After months of offseason speculation involving a NCAA investigation of the program, the Ole Miss football team is ready to get down to the business of playing games on the field.
No. 11 Ole Miss will open the regular season at 7 p.m. Monday against No. 4 Florida State (ESPN) in Orlando, Florida.
Ole Miss coach Hugh Freeze met the media Monday and was bubbling with the usual game-week optimism.
“We have a tremendous task,” Freeze said. “It is a difficult task, but we relish this opportunity. It gives our football team a chance to play on a national stage against one of the top teams in American. That’s the kind of games we want to be in and we have an opportunity to expand our brand at Ole Miss and hopefully go and compete at a high level on that given night.”
Ole Miss is expected to receive a ruling of potential sanctions from the NCAA early in 2017. What that deadline still looming, players and coaches are focused on making the most of a team picked to contend for the Southeastern Conference Western Division title.
With the NFL starting a week later, Ole Miss and Florida State will take advantage of the fact they will play the only game scheduled for the holiday in the finale of the opening weekend of the regular season.
“It should be very exciting,” Freeze said. “We should have all the eyes of the nation upon us and we get to represent our great university and our great conference. One of these power five matchups against, again, one of the top teams in our country this year. They are super talented, maybe one of the fastest teams I’ve watched defensively.
“They have a lot of returners on both side of the football. Offensively, tailback is a special, special player, (Dalvin) Cook is really, really good, (Travis) Rudolph and (Jesus) Wilson, and (Kermit) Whitfield are all returners that caught, I think, over 50 balls each. They’ve got balance and good players all around. The offensive line returns. They have a talented quarterback (Deondre Francois), who is going to start the game.”
Freeze said the team has eliminated off-the-field distractions while preparing for the season.
“I didn’t know we had adversity,” Freeze said. “I have said this a hundred times, our players are the priority. They have zero to do with whatever the noise is. They should be the focus, and they should be the priority, and that is what motivates me. All of the talk, or whatever, is about a kid or kids that don’t play here anymore, and these young men chose to come to this university to continue to build a program, and when I look at them I don’t think about the noise. I think about what I owe them to get them ready to play.”
Freeze said a game against an opponent like Florida State will help the team prepare for an eight-game SEC schedule.
“I would probably feel maybe a little different if it wasn’t the opening game, where there are so many unknowns,” Freeze said. “We are replacing a lot of players, and you’re not quite sure how your kids are going to perform in those environments against this talented of a team. There’s no doubt I think we have a football team that’s capable of competing against anyone in the nation this year.
“I am always going to be confident in that, but there are a lot of unknowns going into week one when you are playing who most have picked to be in the college football playoffs this year, and I see why when I see their tapes. This conference does prepare you. We have been in some good games, some good battles. We will be ready. Our kids won’t run away from it, they are going to show up and play.”
Freeze feels like his team will learn a lot from the opener.
“I think from top to bottom it is one of the better teams we’ve ever played in my tenure here,” Freeze said. “It’s going to be a great challenge, but also a great opportunity.”
Follow Dispatch sports writer Scott Walters on Twitter @dispatchscott
Scott was sports editor for The Dispatch.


**Try it**
Only the lines from the one containing "Where does *clothing* appear?" through the last line of the material should be copied, exactly as written and without pictures.

**Records shown**
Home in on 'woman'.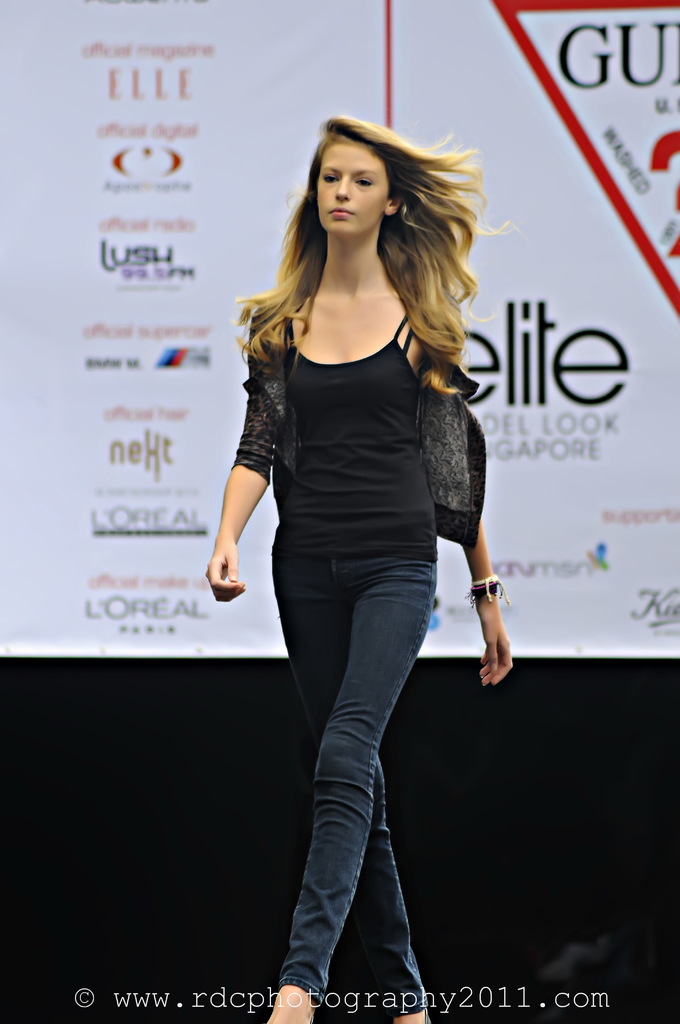
Homed in at Rect(191, 112, 521, 982).
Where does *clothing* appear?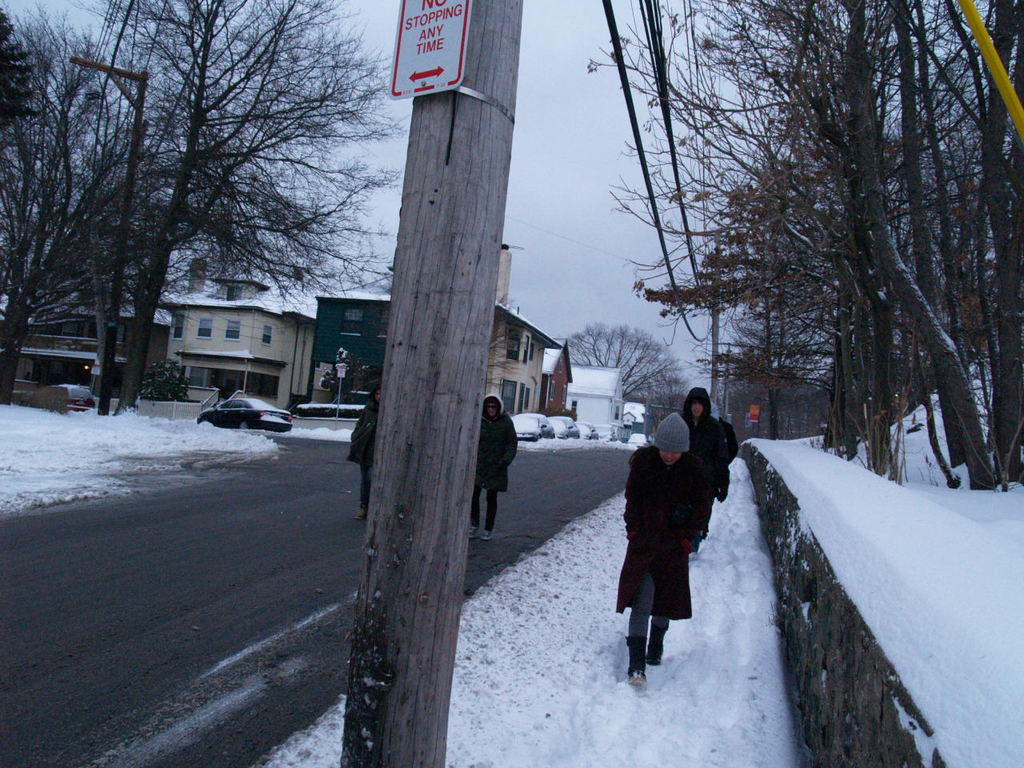
Appears at locate(614, 420, 727, 642).
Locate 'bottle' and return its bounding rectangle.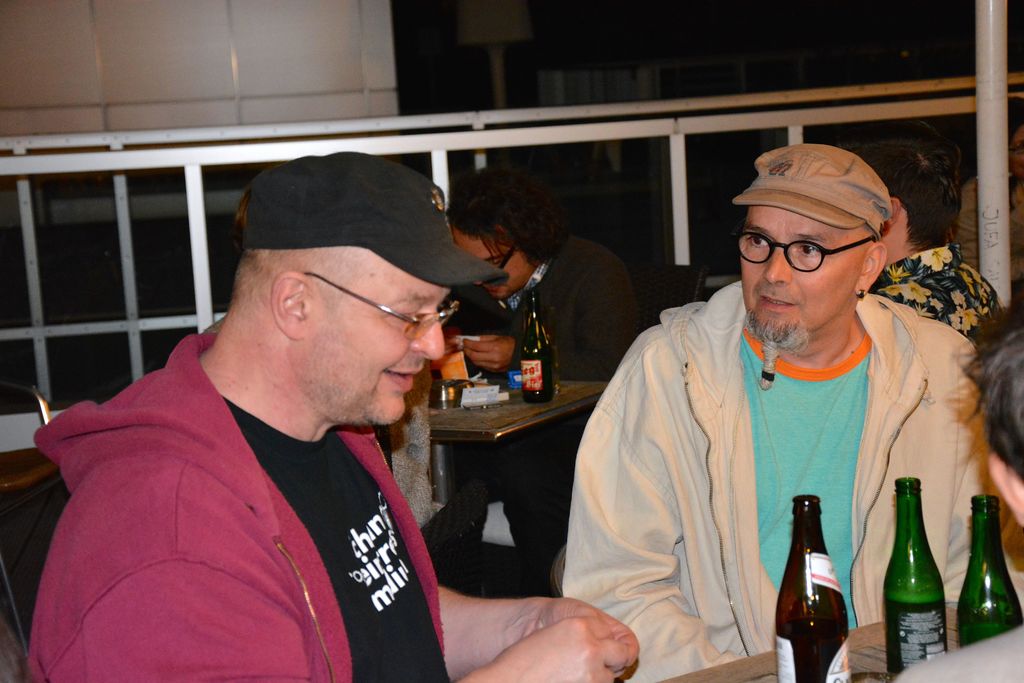
(x1=519, y1=277, x2=556, y2=404).
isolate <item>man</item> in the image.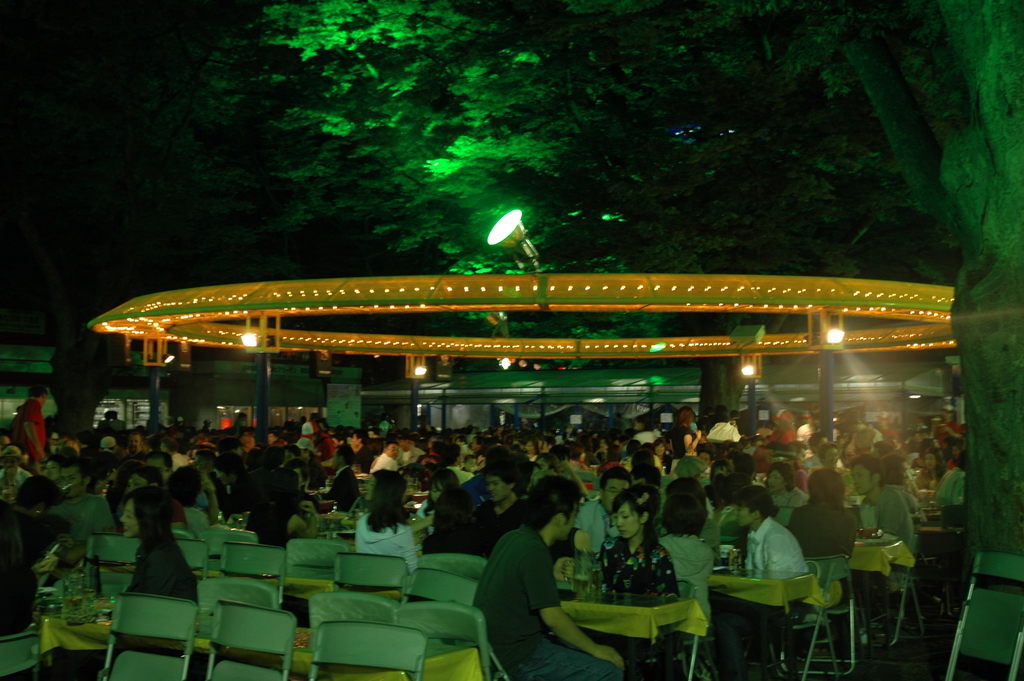
Isolated region: pyautogui.locateOnScreen(47, 457, 116, 539).
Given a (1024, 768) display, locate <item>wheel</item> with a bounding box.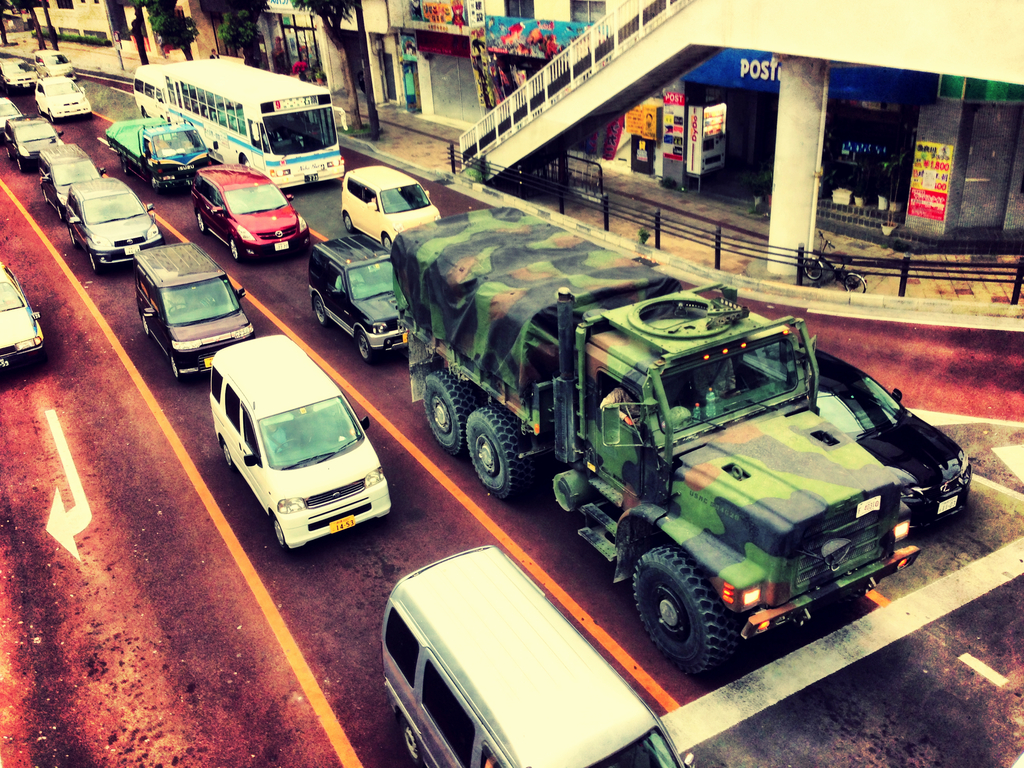
Located: select_region(464, 403, 529, 500).
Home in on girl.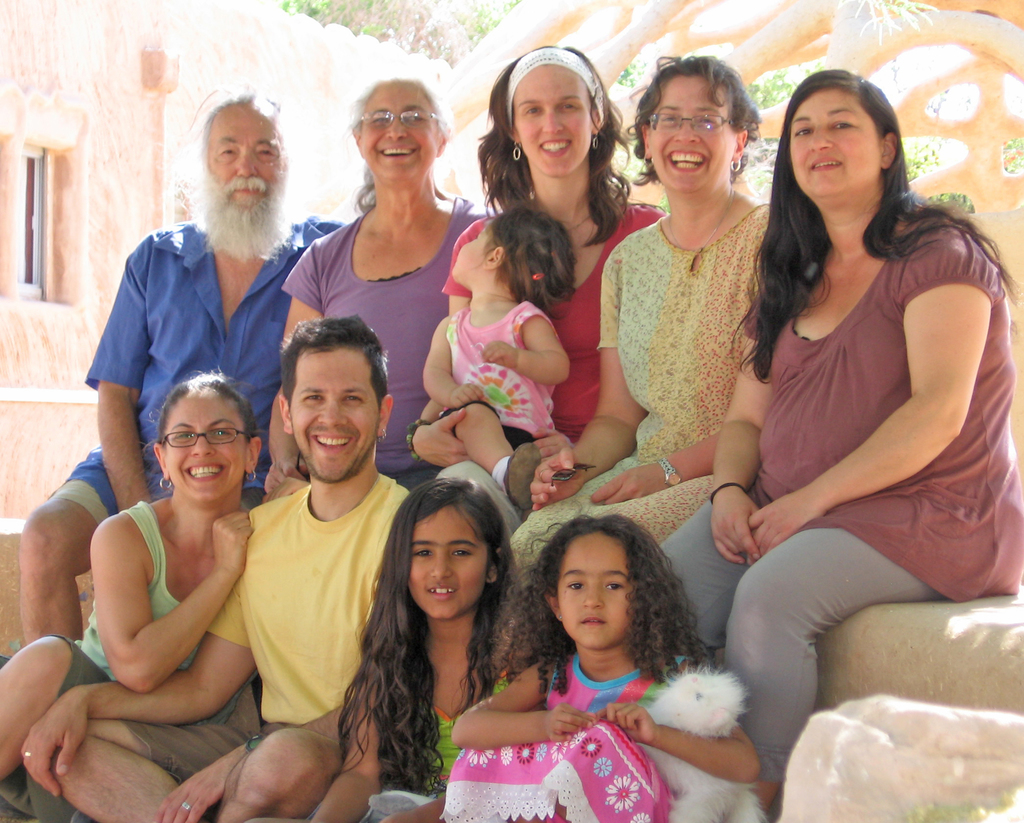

**Output for this exercise**
Where does *clothing* appear?
Appears at locate(614, 420, 727, 642).
Locate 'bottle' and return its bounding rectangle.
(x1=519, y1=277, x2=556, y2=404).
isolate <item>man</item> in the image.
Isolated region: pyautogui.locateOnScreen(47, 457, 116, 539).
Given a (1024, 768) display, locate <item>wheel</item> with a bounding box.
Located: select_region(464, 403, 529, 500).
Home in on girl.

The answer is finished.